Until like one hour ago, I was convinced that in python Foo ().bar () was nothing more than a short hand for Foo.bar (Foo () ) which passes the instance as first parameter. In this example the last two lines do (apparently) the same thing:
class Foo (object):
def bar (self): print "baz"
qux = Foo ()
qux.bar ()
Foo.bar (qux)
But now I have a class Animal that has a static method populate() that returns a list of all animals known to man. Also each instance of Animal has a method populate() that fills the properties of the instance with random values.
#! /usr/bin/env python
# -*- coding: utf-8 -*-
import random
animals = [ ("Bella", "cow"), ("Spike", "dog"), ("José", "iguana"), ("Tux", "penguin") ]
class Animal (object):
@staticmethod
def populate (*args): return map (lambda x: Animal (*x), animals)
def __init__ (self, name = None, species = None):
def bar (): self.name, self.species = random.choice (animals)
self.name = name
self.species = species
self.populate = bar
def __repr__ (self): return "%s of species %s" % (self.name, self.species)
print Animal.populate ()
print Animal ("Pinky", "mouse")
qux = Animal ()
qux.populate ()
print qux
The code works fine, but what made me suspicious was the fact that print Animal.populate (qux) called the static populate method (and hence returned a list and did not populate poor qux). So apparently my conviction that Foo ().bar () was nothing more than a short hand for Foo.bar (Foo () ) is wrong.

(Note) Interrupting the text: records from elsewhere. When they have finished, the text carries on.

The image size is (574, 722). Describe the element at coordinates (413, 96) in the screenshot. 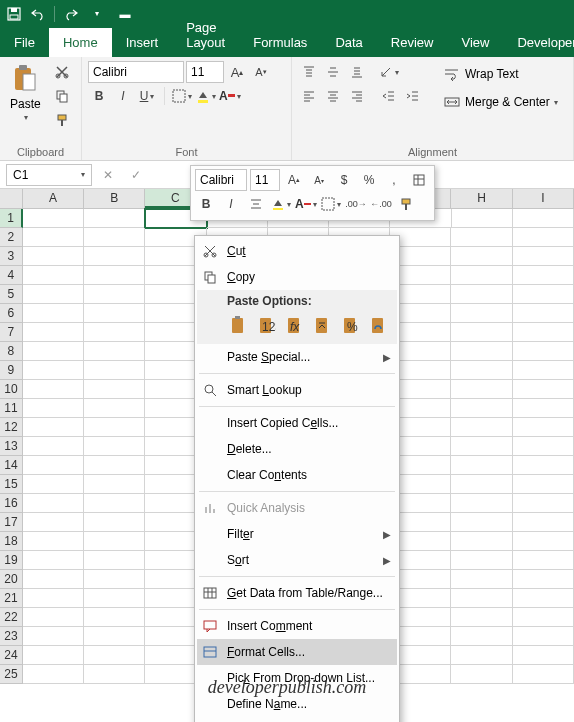

I see `increase-indent-icon` at that location.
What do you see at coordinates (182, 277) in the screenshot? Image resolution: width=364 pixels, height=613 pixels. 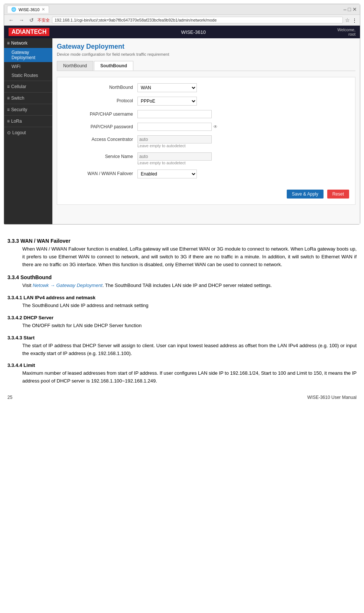 I see `section-southbound-heading: 3.3.4 SouthBound` at bounding box center [182, 277].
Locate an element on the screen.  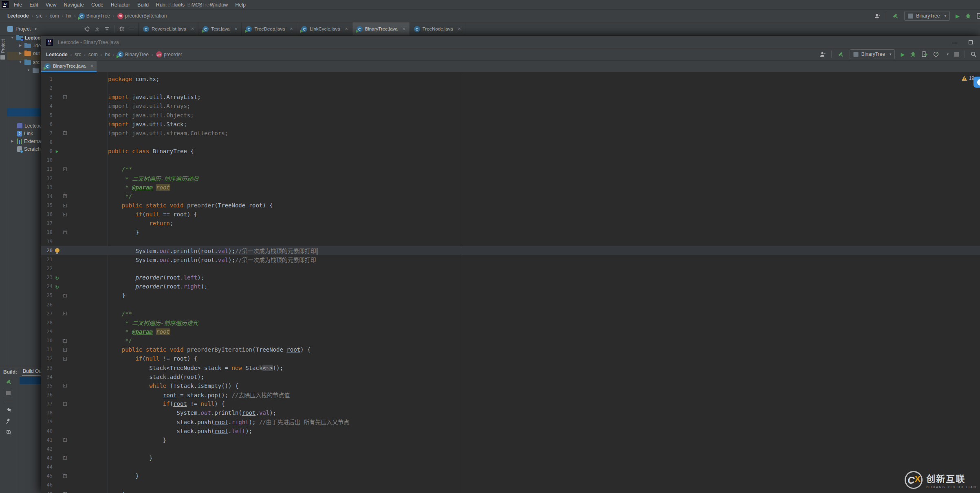
code-line-35: 35- while (!stack.isEmpty()) { is located at coordinates (511, 386).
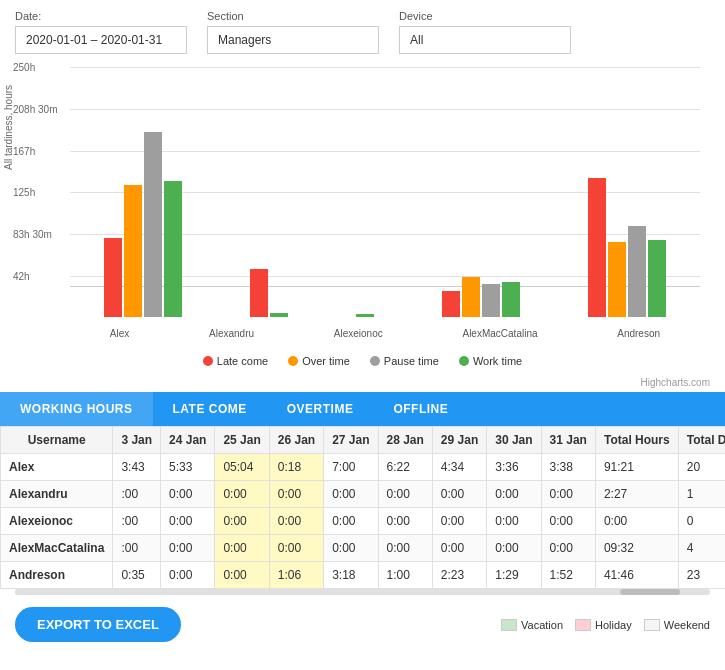 Image resolution: width=725 pixels, height=670 pixels. What do you see at coordinates (101, 40) in the screenshot?
I see `date-input` at bounding box center [101, 40].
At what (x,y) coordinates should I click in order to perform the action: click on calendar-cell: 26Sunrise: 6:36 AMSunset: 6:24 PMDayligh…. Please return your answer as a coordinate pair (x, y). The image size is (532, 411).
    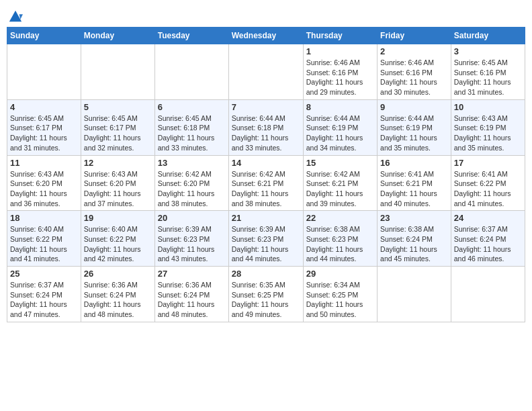
    Looking at the image, I should click on (118, 294).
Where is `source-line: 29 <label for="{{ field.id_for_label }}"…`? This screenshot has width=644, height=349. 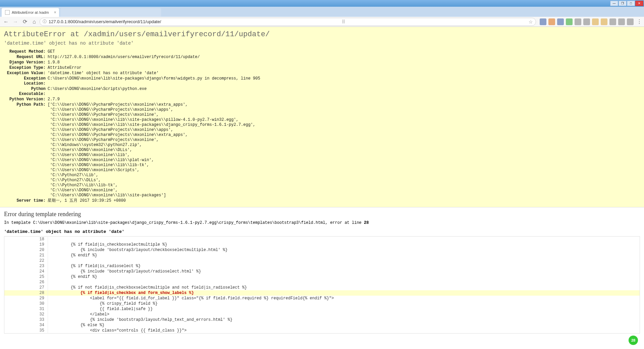
source-line: 29 <label for="{{ field.id_for_label }}"… is located at coordinates (322, 298).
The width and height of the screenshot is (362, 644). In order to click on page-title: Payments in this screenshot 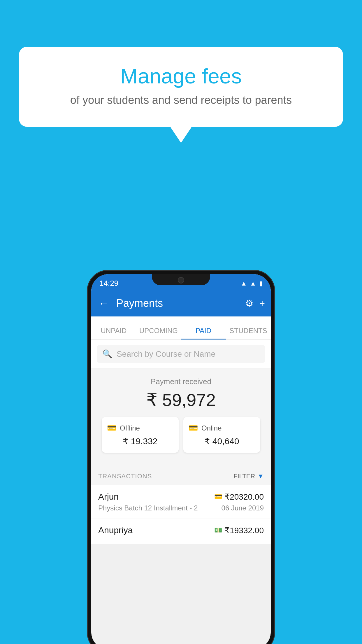, I will do `click(178, 303)`.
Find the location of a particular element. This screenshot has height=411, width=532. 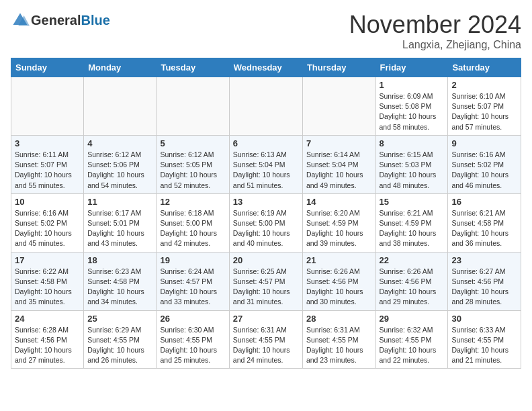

This raises various questions for me:
- What happens when I call
Foo ().bar ()? - What happens when I call
Foo.bar (Foo () )? - Is there an internal difference between the both?
- Am I missing some fundamental concept of python?
- If you had to write a class whose static populate method does something else than the populate method invoked over an instance of this class, which would be the way to go?
(Yes it must be the same name.)
On the difference between Foo().bar(), Foo.bar(Foo()) and Foo.bar() (as an answer because I signed up yesterday and can’t post comments yet) – this is because of Python(<3.0)’s concept of ‘bound’ and ‘unbound’ methods – it strictly requires that, except with @staticmethod or @classmethod, method calls have an instance associated with them. There’s not really any easier way to explain it than just something you have to remember.
Thankfully, this has changed in Python 3 – the concept of ‘bound’ and ‘unbound’ methods as separate things has gone, and Foo.bar() works just fine for your example.